"If there is no God, then . . ."
I've been mulling over that phrase lately.
One of my biggest questions is, "Who's right?" as in, "Everyone believes they are right and can prove it by Scripture, but too often, people come to diametrically opposed conclusions. They can't all be right. So who's right?"
One answer I thought of was, "If there wasn't a God, I wouldn't have to worry about that question!"
Well, that would be easy. If there is no God, I wouldn't have to worry about the question of "who's right?"
Last night I Googled the phrase, "if there is no God" and one of the hits I got was from a Huffington Post article by Sam Harris, an outspoken atheist who's the author of many books, including The End of Faith. For him, the argument against a God boils down to: If there is a God, he either has no power to prevent or end suffering and disaster -- or he does and just doesn't care to use it.
I am going to pull what is probably a cop-out and say, I don't know why God doesn't prevent pain and suffering. That is way beyond my pay grade, and I am very impatient with simplistic answers to the very real problem of evil.
But last night, as I noodled the question of, "if there is no God, then . . .", it hit me that if there is no God, then any wisdom, any knowledge, any comfort, any strength I have can only come from me and from the people around me. If there is no God, no Supreme Being, no Higher Power, then all I have to rely on is outside knowledge I get from the world around me, and the only people I can rely on are those around me. And if they are anything like me, they may not have the wisdom I need or the answers I need.
I know myself. I am a poor source of strength, wisdom and knowledge. If I only have myself to rely on, I am going to get in real trouble, real fast.
There are a lot of answers I don't have. I haven't fully solved the question of "who's right?" and I can't even begin to give anyone answers to the questions of "why evil?" I can tell you that Adam and Eve screwed up in the Garden of Eden and we've all been paying the price ever since. I can't tell you why the shooting in Parkland, Florida happened on Wednesday. I can't tell you why a mother and son died in a freak accident in 2009. Oh, I can give you the clinical details--a 19-year-old picked up an assault rifle and started shooting; a tire blew on a freeway and a van flipped over. But why that van? Why a shooting in that particular place? I don't know.
And I can't say that I'll never revisit the dark valley of depression. I have the illness, and it strikes at very inopportune times. It's why I visit a doctor and a counselor and why I take medicine.
But if I have to rely on what is only within myself, I won't make it. I have to have--I need to have--something that is outside myself, something that is greater than I am, stronger, wiser, and a lot more compassionate than I am.
Why the God of the Bible, then?
I confess that part of it is the fear of hell--I'm not a fan of eternal punishment--but if I understand Christianity, God gave first. He gave Himself first, in the form of his Son, Jesus, and He asks us to give ourselves back to Him in return. Other religions ask us to give, but did their god give themselves first? Do they demand sacrifice and adherence to their way of living without giving them the supernatural power to do so?
My questioning isn't over. But I do have at least one answer to, "if there is no God, then . . ."
Just my .04, adjusted for inflation.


Exercise directions:
Check each line of the material, and show the ones that include the word "Alchemist".

/---

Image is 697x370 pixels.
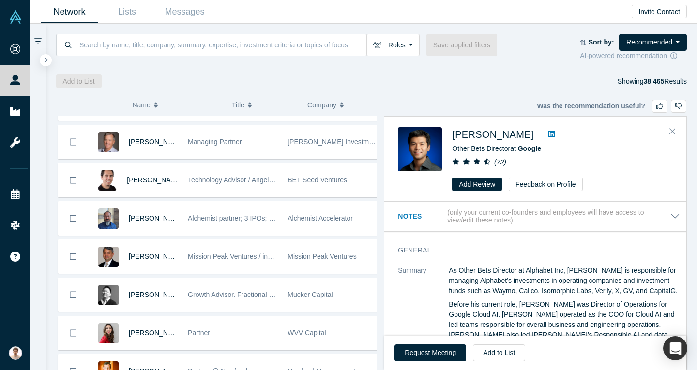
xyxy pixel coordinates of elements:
button: Feedback on Profile [509,178,583,191]
span: Partner [188,329,210,337]
img: Adam Sah's Profile Image [98,209,119,229]
img: Vipin Chawla's Profile Image [98,247,119,267]
a: [PERSON_NAME] [129,253,184,260]
button: Company [307,95,373,115]
button: Add Review [452,178,502,191]
button: Bookmark [58,202,88,235]
img: Boris Livshutz's Profile Image [98,170,117,191]
a: [PERSON_NAME] [129,214,184,222]
button: Bookmark [58,278,88,312]
img: Mahir Karuthone's Account [9,346,22,360]
span: Technology Advisor / Angel Investor [188,176,295,184]
strong: 38,465 [643,77,664,85]
strong: Sort by: [588,38,614,46]
button: Add to List [473,345,525,361]
span: BET Seed Ventures [287,176,347,184]
span: Managing Partner [188,138,241,146]
button: Invite Contact [631,5,687,18]
button: Save applied filters [426,34,497,56]
span: Other Bets Director at [452,145,541,152]
span: WVV Capital [287,329,326,337]
a: Network [41,0,98,23]
div: Was the recommendation useful? [537,100,686,113]
button: Title [232,95,297,115]
i: ( 72 ) [494,158,506,166]
a: [PERSON_NAME] [129,329,184,337]
img: Danielle D'Agostaro's Profile Image [98,323,119,344]
input: Search by name, title, company, summary, expertise, investment criteria or topics of focus [78,33,366,56]
img: Tony Yang's Profile Image [98,285,119,305]
span: Mission Peak Ventures [287,253,356,260]
a: [PERSON_NAME] [129,138,184,146]
div: AI-powered recommendation [580,51,687,61]
a: Lists [98,0,156,23]
button: Notes (only your current co-founders and employees will have access to view/edit these notes) [398,209,680,225]
a: [PERSON_NAME] [127,176,182,184]
button: Name [132,95,222,115]
button: Bookmark [58,125,88,159]
p: As Other Bets Director at Alphabet Inc, [PERSON_NAME] is responsible for managing Alphabet’s inve... [449,266,680,296]
span: Results [643,77,687,85]
span: Alchemist partner; 3 IPOs; 25 patents; VC and angel; early Google eng [188,214,401,222]
span: Growth Advisor. Fractional CMO / Marketing Consultant. Founder of RevOptica. [188,291,426,299]
button: Request Meeting [394,345,466,361]
span: Title [232,95,244,115]
img: Steven Kan's Profile Image [398,127,442,171]
p: (only your current co-founders and employees will have access to view/edit these notes) [447,209,670,225]
img: Steve King's Profile Image [98,132,119,152]
a: Messages [156,0,213,23]
span: Name [132,95,150,115]
button: Bookmark [58,164,88,197]
span: Company [307,95,336,115]
a: [PERSON_NAME] [452,129,533,140]
button: Bookmark [58,316,88,350]
span: [PERSON_NAME] Investments, LLC [287,138,398,146]
img: Alchemist Vault Logo [9,10,22,24]
a: [PERSON_NAME] [129,291,184,299]
span: Mucker Capital [287,291,332,299]
span: Mission Peak Ventures / instantsys [188,253,292,260]
div: Showing [617,75,687,88]
button: Roles [366,34,420,56]
button: Close [665,124,679,139]
a: Google [518,145,541,152]
h3: General [398,245,666,255]
p: Before his current role, [PERSON_NAME] was Director of Operations for Google Cloud AI. [PERSON_NA... [449,300,680,360]
span: Alchemist Accelerator [287,214,353,222]
button: Add to List [56,75,102,88]
button: Recommended [619,34,687,51]
button: Bookmark [58,240,88,273]
h3: Notes [398,211,445,222]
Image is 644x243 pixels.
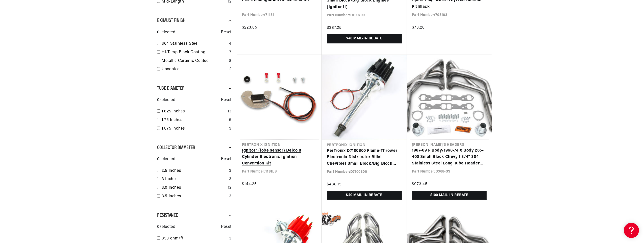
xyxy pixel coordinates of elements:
[229,236,232,242] div: 3
[162,126,227,132] a: 1.875 Inches
[162,49,227,56] a: Hi-Temp Black Coating
[229,126,232,132] div: 3
[157,156,176,163] span: 0 selected
[229,194,232,200] div: 3
[229,66,232,73] div: 2
[157,213,178,218] span: Resistance
[162,185,226,191] a: 3.0 Inches
[229,176,232,183] div: 3
[157,145,195,151] span: Collector Diameter
[162,176,227,183] a: 3 Inches
[221,156,232,163] span: Reset
[157,86,184,91] span: Tube Diameter
[228,108,232,115] div: 13
[228,185,232,191] div: 12
[229,41,232,47] div: 4
[221,97,232,103] span: Reset
[221,29,232,36] span: Reset
[162,66,227,73] a: Uncoated
[162,58,227,65] a: Metallic Ceramic Coated
[242,148,317,167] a: Ignitor® (lobe sensor) Delco 8 Cylinder Electronic Ignition Conversion Kit
[229,58,232,65] div: 8
[157,224,176,231] span: 0 selected
[162,194,227,200] a: 3.5 Inches
[221,224,232,231] span: Reset
[157,18,185,23] span: Exhaust Finish
[157,29,176,36] span: 0 selected
[229,49,232,56] div: 7
[157,97,176,103] span: 0 selected
[162,117,227,123] a: 1.75 Inches
[327,148,402,167] a: PerTronix D7100800 Flame-Thrower Electronic Distributor Billet Chevrolet Small Block/Big Block wi...
[162,236,227,242] a: 350 ohm/ft
[162,108,226,115] a: 1.625 Inches
[229,168,232,175] div: 3
[412,148,487,167] a: 1967-69 F Body/1968-74 X Body 265-400 Small Block Chevy 1 3/4" 304 Stainless Steel Long Tube Head...
[229,117,232,123] div: 5
[162,168,227,175] a: 2.5 Inches
[162,41,227,47] a: 304 Stainless Steel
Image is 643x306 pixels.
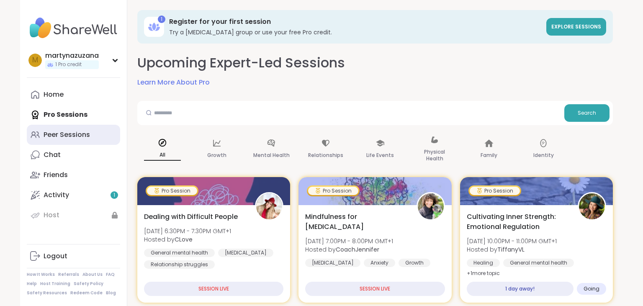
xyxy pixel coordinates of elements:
[74,281,103,287] a: Safety Policy
[83,272,103,278] a: About Us
[144,235,231,244] span: Hosted by
[44,191,69,200] div: Activity
[44,211,59,220] div: Host
[467,282,574,296] div: 1 day away!
[534,150,554,160] p: Identity
[147,187,197,195] div: Pro Session
[106,272,115,278] a: FAQ
[27,85,120,105] a: Home
[27,281,37,287] a: Help
[552,23,601,30] span: Explore sessions
[44,90,64,99] div: Home
[44,170,68,180] div: Friends
[169,17,541,26] h3: Register for your first session
[584,286,600,292] span: Going
[253,150,290,160] p: Mental Health
[137,77,210,88] a: Learn More About Pro
[58,272,79,278] a: Referrals
[470,187,520,195] div: Pro Session
[169,28,541,36] h3: Try a [MEDICAL_DATA] group or use your free Pro credit.
[416,147,453,164] p: Physical Health
[44,150,61,160] div: Chat
[27,246,120,266] a: Logout
[144,150,181,161] p: All
[256,193,282,219] img: CLove
[144,249,215,257] div: General mental health
[27,185,120,205] a: Activity1
[144,282,284,296] div: SESSION LIVE
[467,237,557,245] span: [DATE] 10:00PM - 11:00PM GMT+1
[144,260,215,269] div: Relationship struggles
[364,259,395,267] div: Anxiety
[55,61,82,68] span: 1 Pro credit
[175,235,193,244] b: CLove
[27,165,120,185] a: Friends
[399,259,431,267] div: Growth
[27,145,120,165] a: Chat
[305,245,393,254] span: Hosted by
[144,212,238,222] span: Dealing with Difficult People
[27,13,120,43] img: ShareWell Nav Logo
[336,245,379,254] b: CoachJennifer
[44,130,90,139] div: Peer Sessions
[44,252,67,261] div: Logout
[27,272,55,278] a: How It Works
[207,150,227,160] p: Growth
[218,249,273,257] div: [MEDICAL_DATA]
[27,125,120,145] a: Peer Sessions
[158,15,165,23] div: 1
[503,259,574,267] div: General mental health
[40,281,70,287] a: Host Training
[579,193,605,219] img: TiffanyVL
[498,245,525,254] b: TiffanyVL
[305,237,393,245] span: [DATE] 7:00PM - 8:00PM GMT+1
[305,282,445,296] div: SESSION LIVE
[308,150,343,160] p: Relationships
[366,150,394,160] p: Life Events
[32,55,38,66] span: m
[565,104,610,122] button: Search
[578,109,596,117] span: Search
[137,54,345,72] h2: Upcoming Expert-Led Sessions
[27,290,67,296] a: Safety Resources
[481,150,498,160] p: Family
[144,227,231,235] span: [DATE] 6:30PM - 7:30PM GMT+1
[45,51,99,60] div: martynazuzana
[467,212,569,232] span: Cultivating Inner Strength: Emotional Regulation
[418,193,444,219] img: CoachJennifer
[305,212,407,232] span: Mindfulness for [MEDICAL_DATA]
[547,18,606,36] a: Explore sessions
[27,205,120,225] a: Host
[106,290,116,296] a: Blog
[467,245,557,254] span: Hosted by
[308,187,358,195] div: Pro Session
[305,259,361,267] div: [MEDICAL_DATA]
[113,192,115,199] span: 1
[70,290,103,296] a: Redeem Code
[467,259,500,267] div: Healing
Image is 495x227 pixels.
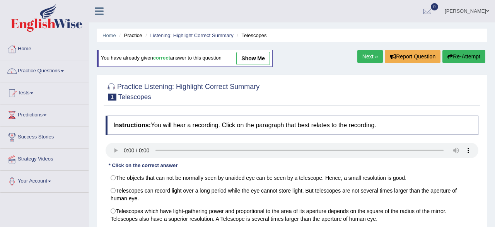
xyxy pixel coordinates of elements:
[0,82,89,102] a: Tests
[118,93,151,101] small: Telescopes
[385,50,441,63] button: Report Question
[443,50,485,63] button: Re-Attempt
[97,50,273,67] div: You have already given answer to this question
[108,94,116,101] span: 1
[103,32,116,38] a: Home
[150,32,233,38] a: Listening: Highlight Correct Summary
[153,55,170,61] b: correct
[106,205,479,226] label: Telescopes which have light-gathering power and proportional to the area of its aperture depends ...
[0,126,89,146] a: Success Stories
[0,171,89,190] a: Your Account
[117,32,142,39] li: Practice
[0,60,89,80] a: Practice Questions
[0,149,89,168] a: Strategy Videos
[113,122,151,128] b: Instructions:
[106,162,181,169] div: * Click on the correct answer
[357,50,383,63] a: Next »
[235,32,267,39] li: Telescopes
[0,104,89,124] a: Predictions
[236,52,270,65] a: show me
[106,184,479,205] label: Telescopes can record light over a long period while the eye cannot store light. But telescopes a...
[106,81,260,101] h2: Practice Listening: Highlight Correct Summary
[0,38,89,58] a: Home
[106,171,479,185] label: The objects that can not be normally seen by unaided eye can be seen by a telescope. Hence, a sma...
[431,3,439,10] span: 0
[106,116,479,135] h4: You will hear a recording. Click on the paragraph that best relates to the recording.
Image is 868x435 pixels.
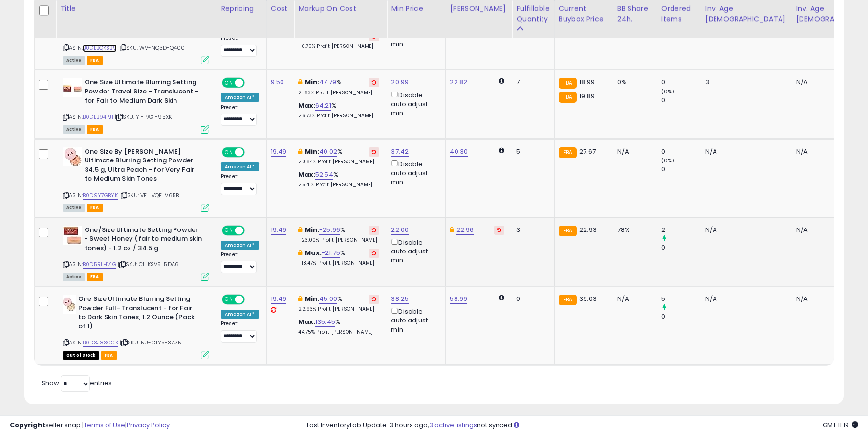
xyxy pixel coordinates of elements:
img: 31C8nGsc+2L._SL40_.jpg [63,294,76,314]
span: All listings currently available for purchase on Amazon [63,125,85,133]
div: 0 [661,147,701,156]
div: % [298,170,379,188]
a: 45.00 [319,294,337,304]
span: ON [223,148,235,156]
div: 3 [705,78,784,86]
a: Privacy Policy [126,420,170,430]
div: 0% [617,78,649,86]
div: 0 [661,96,701,104]
div: N/A [617,147,649,156]
div: N/A [705,147,784,156]
a: 20.99 [391,77,409,87]
a: 22.82 [450,77,467,87]
a: 9.50 [271,77,284,87]
div: N/A [617,294,649,303]
span: All listings currently available for purchase on Amazon [63,203,85,212]
div: 5 [661,294,701,303]
div: Disable auto adjust min [391,159,438,187]
div: % [298,31,379,50]
p: 20.84% Profit [PERSON_NAME] [298,159,379,165]
a: 38.25 [391,294,409,304]
p: -23.00% Profit [PERSON_NAME] [298,236,379,243]
a: 19.49 [271,294,286,304]
a: 47.79 [319,77,336,87]
div: seller snap | | [9,420,170,430]
span: FBA [86,57,103,64]
a: 64.21 [315,101,331,111]
div: BB Share 24h. [617,3,653,24]
span: 18.99 [579,77,595,86]
div: 0 [661,165,701,174]
div: Ordered Items [661,3,697,24]
a: 135.45 [315,316,335,327]
div: Disable auto adjust min [391,236,438,265]
span: OFF [243,79,259,87]
div: Preset: [221,35,259,57]
div: 0 [661,78,701,86]
div: ASIN: [63,9,209,63]
div: 0 [661,312,701,320]
div: ASIN: [63,225,209,280]
div: 0 [661,243,701,252]
b: Min: [305,147,319,156]
div: N/A [705,294,784,303]
a: -25.96 [319,225,340,235]
div: Preset: [221,173,259,195]
strong: Copyright [9,420,46,430]
a: 40.30 [450,147,468,156]
div: 0 [516,294,546,303]
div: Cost [271,3,290,13]
small: (0%) [661,87,675,95]
div: Current Buybox Price [559,3,609,24]
a: 37.42 [391,147,409,156]
a: B0D5RLHV1G [82,260,116,269]
span: FBA [100,351,117,360]
div: Inv. Age [DEMOGRAPHIC_DATA] [705,3,788,24]
span: 22.93 [579,225,596,234]
img: 41xG-I+SSyL._SL40_.jpg [63,225,82,245]
span: FBA [86,272,103,281]
div: 5 [516,147,546,156]
a: 22.96 [457,225,474,235]
span: All listings currently available for purchase on Amazon [63,57,85,64]
b: One Size Ultimate Blurring Setting Powder Full- Translucent - for Fair to Dark Skin Tones, 1.2 Ou... [78,294,197,333]
a: B0D9Y7GBYK [82,191,118,199]
b: Max: [298,316,315,326]
small: FBA [559,92,577,103]
span: 39.03 [579,294,596,303]
div: 3 [516,225,546,234]
div: ASIN: [63,294,209,358]
p: -18.47% Profit [PERSON_NAME] [298,260,379,266]
div: 2 [661,225,701,234]
a: Terms of Use [83,420,125,430]
a: 19.49 [271,225,286,235]
b: One/Size Ultimate Setting Powder - Sweet Honey (fair to medium skin tones) - 1.2 oz / 34.5 g [85,225,203,255]
span: OFF [243,226,259,234]
div: ASIN: [63,147,209,210]
span: OFF [243,148,259,156]
div: % [298,225,379,243]
b: Min: [305,294,319,303]
div: Fulfillable Quantity [516,3,549,24]
small: FBA [559,225,577,236]
div: % [298,294,379,313]
div: Amazon AI * [221,240,259,250]
a: 3 active listings [429,420,477,430]
div: Title [60,3,213,13]
span: 19.89 [579,91,595,101]
b: One Size By [PERSON_NAME] Ultimate Blurring Setting Powder 34.5 g, Ultra Peach - for Very Fair to... [85,147,203,186]
span: ON [223,295,235,304]
small: FBA [559,294,577,305]
div: Disable auto adjust min [391,90,438,118]
span: | SKU: Y1-PAXI-95XK [115,113,172,121]
a: 40.02 [319,147,337,156]
p: 21.63% Profit [PERSON_NAME] [298,90,379,97]
p: 26.73% Profit [PERSON_NAME] [298,112,379,119]
b: Min: [305,77,319,86]
span: | SKU: C1-KSV5-5DA6 [118,260,179,268]
div: Amazon AI * [221,163,259,171]
a: 58.99 [450,294,467,304]
span: 2025-09-13 11:19 GMT [822,420,858,430]
span: | SKU: VF-IVQF-V65B [119,191,179,199]
div: ASIN: [63,78,209,132]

\---

Result of the task:
span: Alchemist partner; 3 IPOs; 25 patents; VC and angel; early Google eng [188,214,401,222]
img: Alchemist Vault Logo [9,10,22,24]
span: Alchemist Accelerator [287,214,353,222]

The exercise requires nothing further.